Gabion: Retained Writing on Architecture
Normal Font Size | Increase Font Size
  About GabionArticlesBooksVaultsContactEmail AlertsSearchStoreHome
 


Amazing Archigram: how a bunch of English architectural fantasists conquered the world.

Page 1 Page 2 Page 3 Page 4

When a group of young English architects with slightly dull day jobs named themselves Archigram and started spending their evenings drawing up fantastical, science-fiction buildings at the start of the 1960s, two things did not seem likely. Firstly that they would get to build very little during their careers. And secondly that they would become globally famous. When the Archigram exhibition opens at London's Design Museum this Saturday (April 2), it is the final gig of an extraordinary ten-year international tour. These ageing architects - or those that have survived the whole long, weird trip - are treated as rock stars from Tokyo to New York.

The group always had a Pop sensibility, communicating its ideas via an eponymous occasional magazine (meaning architecture plus telegram) that drew heavily on comic-book graphics and the collage techniques of artists such as Richard Hamilton. You just know that they grew up wryly enjoying the adventures of Dan Dare while they did interesting things with the girders, wheels and brass cogs of their Meccano sets. But so did other architects who later evolved into famous purveyors of the style known as high-tech. Archigram was different. In sci-fi terms, they leaned more towards the transformative optimism of early J.G. Ballard ("The Unlimited Dream Company", say) than the darker vision of Philip K. Dick ("Blade Runner"). They were always socially as much as technologically engaged.

The whole point was the dreaming, not the building. In fact, Archigram was not very interested in buildings, or static objects of any kind. They hated well-mannered, gutless modern architecture. Given that several of them were making a living at the time designing the new Euston Station, they were reacting against something that they paradoxically embraced. Archigram's manifesto position was change and movement and flexibility. It saw the future as nomadic, a future that conventional buildings could never contain.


Transcribe each entry exactly; skip the images.

• **SUPPLIED RECORDS**
************

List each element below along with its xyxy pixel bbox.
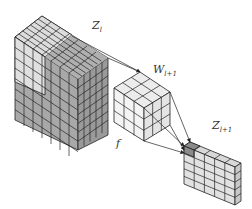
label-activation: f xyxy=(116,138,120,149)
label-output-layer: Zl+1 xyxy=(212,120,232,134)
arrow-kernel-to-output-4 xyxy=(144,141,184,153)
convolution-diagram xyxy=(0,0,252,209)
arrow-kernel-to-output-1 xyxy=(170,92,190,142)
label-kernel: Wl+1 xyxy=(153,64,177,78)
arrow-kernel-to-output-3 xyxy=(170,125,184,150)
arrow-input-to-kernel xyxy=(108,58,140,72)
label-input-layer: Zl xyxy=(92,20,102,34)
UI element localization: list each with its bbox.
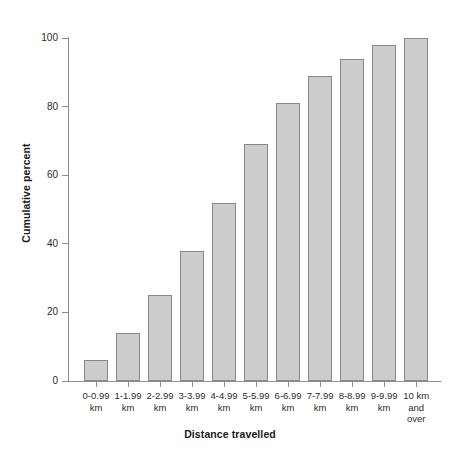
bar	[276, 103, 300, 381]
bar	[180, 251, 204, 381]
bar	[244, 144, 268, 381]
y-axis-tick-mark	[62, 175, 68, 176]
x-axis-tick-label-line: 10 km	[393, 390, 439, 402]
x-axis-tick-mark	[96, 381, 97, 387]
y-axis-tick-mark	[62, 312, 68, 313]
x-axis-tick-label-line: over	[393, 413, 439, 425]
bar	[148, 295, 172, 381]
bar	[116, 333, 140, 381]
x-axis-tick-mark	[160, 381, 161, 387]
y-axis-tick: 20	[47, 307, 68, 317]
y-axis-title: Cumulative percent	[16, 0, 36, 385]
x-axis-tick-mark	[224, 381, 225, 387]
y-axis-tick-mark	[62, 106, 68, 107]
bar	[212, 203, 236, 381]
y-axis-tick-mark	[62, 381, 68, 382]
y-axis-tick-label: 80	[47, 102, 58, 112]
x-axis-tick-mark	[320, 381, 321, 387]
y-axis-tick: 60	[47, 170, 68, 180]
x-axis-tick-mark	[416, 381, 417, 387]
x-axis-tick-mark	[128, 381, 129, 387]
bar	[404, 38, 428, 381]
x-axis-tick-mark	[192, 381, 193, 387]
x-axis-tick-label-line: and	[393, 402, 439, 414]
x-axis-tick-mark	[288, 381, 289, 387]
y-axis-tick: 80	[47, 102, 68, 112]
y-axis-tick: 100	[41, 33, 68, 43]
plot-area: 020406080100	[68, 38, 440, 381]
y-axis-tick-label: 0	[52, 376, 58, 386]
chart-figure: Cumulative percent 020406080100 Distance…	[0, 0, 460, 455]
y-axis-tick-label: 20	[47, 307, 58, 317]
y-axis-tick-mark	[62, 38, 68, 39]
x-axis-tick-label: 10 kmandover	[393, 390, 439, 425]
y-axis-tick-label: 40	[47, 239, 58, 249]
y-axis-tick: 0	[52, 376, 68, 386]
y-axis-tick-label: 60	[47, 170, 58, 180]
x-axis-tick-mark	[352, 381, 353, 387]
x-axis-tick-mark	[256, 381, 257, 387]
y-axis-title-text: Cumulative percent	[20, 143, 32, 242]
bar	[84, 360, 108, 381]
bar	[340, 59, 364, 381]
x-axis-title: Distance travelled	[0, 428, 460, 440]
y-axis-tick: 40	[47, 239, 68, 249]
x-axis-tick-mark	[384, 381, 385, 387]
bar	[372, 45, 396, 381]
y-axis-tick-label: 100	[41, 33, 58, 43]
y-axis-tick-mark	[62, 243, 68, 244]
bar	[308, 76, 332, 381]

************

• **REPLY**
List each element below along with its xyxy pixel bbox.
label-activation: f xyxy=(116,138,120,149)
label-output-layer: Zl+1 xyxy=(212,120,232,134)
arrow-kernel-to-output-4 xyxy=(144,141,184,153)
convolution-diagram xyxy=(0,0,252,209)
arrow-kernel-to-output-1 xyxy=(170,92,190,142)
label-kernel: Wl+1 xyxy=(153,64,177,78)
arrow-kernel-to-output-3 xyxy=(170,125,184,150)
arrow-input-to-kernel xyxy=(108,58,140,72)
label-input-layer: Zl xyxy=(92,20,102,34)
UI element localization: list each with its bbox.
bar	[276, 103, 300, 381]
bar	[180, 251, 204, 381]
bar	[244, 144, 268, 381]
y-axis-tick-mark	[62, 175, 68, 176]
x-axis-tick-label-line: 10 km	[393, 390, 439, 402]
x-axis-tick-mark	[96, 381, 97, 387]
y-axis-tick-mark	[62, 312, 68, 313]
x-axis-tick-label-line: over	[393, 413, 439, 425]
bar	[148, 295, 172, 381]
bar	[116, 333, 140, 381]
x-axis-tick-mark	[160, 381, 161, 387]
y-axis-tick: 20	[47, 307, 68, 317]
y-axis-title: Cumulative percent	[16, 0, 36, 385]
x-axis-tick-mark	[224, 381, 225, 387]
y-axis-tick-mark	[62, 106, 68, 107]
bar	[212, 203, 236, 381]
y-axis-tick-mark	[62, 381, 68, 382]
y-axis-tick-label: 80	[47, 102, 58, 112]
x-axis-tick-mark	[320, 381, 321, 387]
y-axis-tick: 60	[47, 170, 68, 180]
x-axis-tick-mark	[416, 381, 417, 387]
x-axis-tick-mark	[128, 381, 129, 387]
bar	[404, 38, 428, 381]
x-axis-tick-mark	[192, 381, 193, 387]
x-axis-tick-label-line: and	[393, 402, 439, 414]
x-axis-tick-mark	[288, 381, 289, 387]
y-axis-tick: 80	[47, 102, 68, 112]
y-axis-tick: 100	[41, 33, 68, 43]
plot-area: 020406080100	[68, 38, 440, 381]
y-axis-tick-label: 0	[52, 376, 58, 386]
chart-figure: Cumulative percent 020406080100 Distance…	[0, 0, 460, 455]
y-axis-tick-label: 20	[47, 307, 58, 317]
y-axis-tick-mark	[62, 38, 68, 39]
x-axis-tick-label: 10 kmandover	[393, 390, 439, 425]
y-axis-tick-label: 40	[47, 239, 58, 249]
y-axis-tick: 0	[52, 376, 68, 386]
y-axis-tick-label: 60	[47, 170, 58, 180]
x-axis-tick-mark	[352, 381, 353, 387]
x-axis-tick-mark	[256, 381, 257, 387]
y-axis-title-text: Cumulative percent	[20, 143, 32, 242]
bar	[84, 360, 108, 381]
bar	[340, 59, 364, 381]
x-axis-title: Distance travelled	[0, 428, 460, 440]
y-axis-tick: 40	[47, 239, 68, 249]
x-axis-tick-mark	[384, 381, 385, 387]
bar	[372, 45, 396, 381]
y-axis-tick-label: 100	[41, 33, 58, 43]
y-axis-tick-mark	[62, 243, 68, 244]
bar	[308, 76, 332, 381]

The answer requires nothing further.